Well before she arrived as a transfer student in fall 2006, Alexandra Loizzo knew two things: She wanted to study English, and she wanted to do it at Barnard.
Now, having satisfied both of those goals, she graduates with a Phi Beta Kappa nomination, an abundance of Barnard T-shirts, and a literary legacy.
Loizzo lost no time in jumping into campus life after her transfer from Swarthmore College. Soon after she took her long-awaited first steps through the Barnard gates, she began looking for a literary magazine to devote her energies to. But the choices she found left her mystified. After trying—and failing—to find a general campus publication, one that wasn’t specific to a particular culture or religion, the passionate student from West New York, N.J. decided to take matters into her own hands.
So began Echoes, the literary magazine Loizzo started to give a platform Barnard’s many creative voices. She obtained the Student Government Association’s approval for the new publication during her first semester at Barnard. By her second, Loizzo and her team, inundated with submissions, were already cranking out the issues.
“She’s a doer as well as a writer and a reader, with a fine critical intelligence,” English professor Achsah Guibbory wrote in an e-mail.

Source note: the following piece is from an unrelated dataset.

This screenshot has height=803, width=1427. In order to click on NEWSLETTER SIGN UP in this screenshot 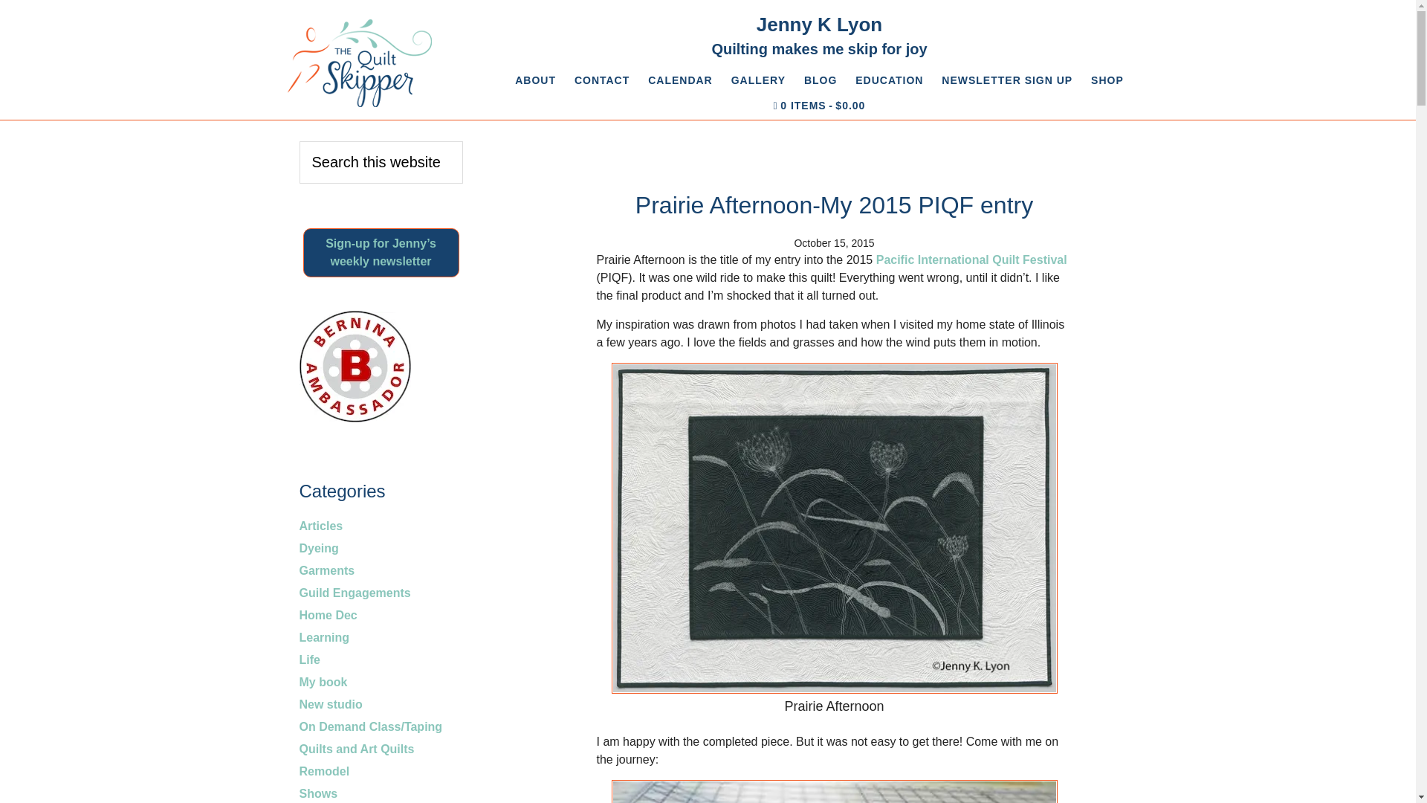, I will do `click(1007, 80)`.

A doer indeed. Loizzo, a bilingual Spanish minor, also served as president of the relatively new Cuban and American Student Association, which runs both political and cultural events on campus. She also interned at the publishing company McGraw-Hill for over a year. And her interests range beyond the literary—from an additional minor in psychology to a penchant for anime and video games.
Come fall, the self-described “bookish nerd” will enter a two-year program at Fordham University to obtain a master’s degree in English literature. After that, she will have to decide whether to go for a doctorate or enter the workforce.
Loizzo said she will miss everything about Barnard, especially her beloved English department. “I’ve loved every English professor I’ve had here,” she said. And Barnard has come to feel more like a home than anything else.
But Echoes, Loizzo’s carefully nurtured brainchild, will outlive her graduation date.
Speaking of her decision to establish the magazine, she laughed slightly. “If there’s not one, then I guess I have to make one,” she said. “I guess that’s just how I am.”